Doesn't sound like a laugh riot, right? But never mind: The serious
stuff doesn't merely interrupt, it actually enhances the funny business,
making for an exceptionally fine and richly entertaining film that only
appears to be facile and featherweight.
Grant,
a master at suggesting unplumbed depths in the shallowest blokes, charges
his winning, wisecracking performance with alternating currents of farcical
physicality - note Will's wide-eyed reaction to a friend's new baby
- and wistful discontent.
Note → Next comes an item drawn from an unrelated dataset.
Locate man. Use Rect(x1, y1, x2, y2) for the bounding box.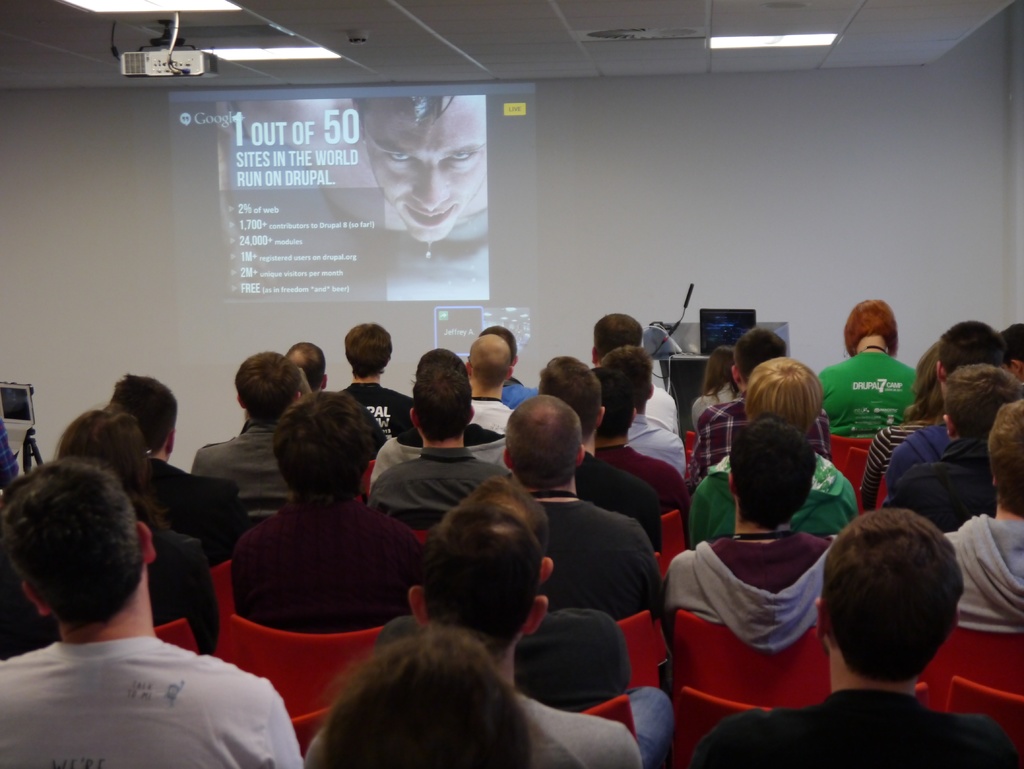
Rect(304, 503, 642, 768).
Better still, Grant brings out the best in
his affecting yet unaffected co-star, Hoult, who is refreshingly free
of kid-star cutesiness while conveying how arduously challenging childhood
can be.
The
Weitz brothers and co-screenwriter Peter Hedges are smart enough to
remain faithful to their source material, a marvelously clever novel
by Nick Hornby, whose High Fidelity also was served well in cinematic
adaptation. (A funny thing: Stephen Frears, the British director of
Fidelity, transferred that novel's plot from London to Chicago,
but the American-born Weitz guys keep Boy where Hornby originally placed
it.) Like Fidelity, Boy is the sort of book you should never
read in a public place, unless you don't mind being stared at while
you laugh out loud as you peruse the more hilarious patches. But you
won't have that sort of problem with the movie version of About a
Boy, because, in a theater, you'll be surrounded by folks who'll
be laughing just as loud, if not louder.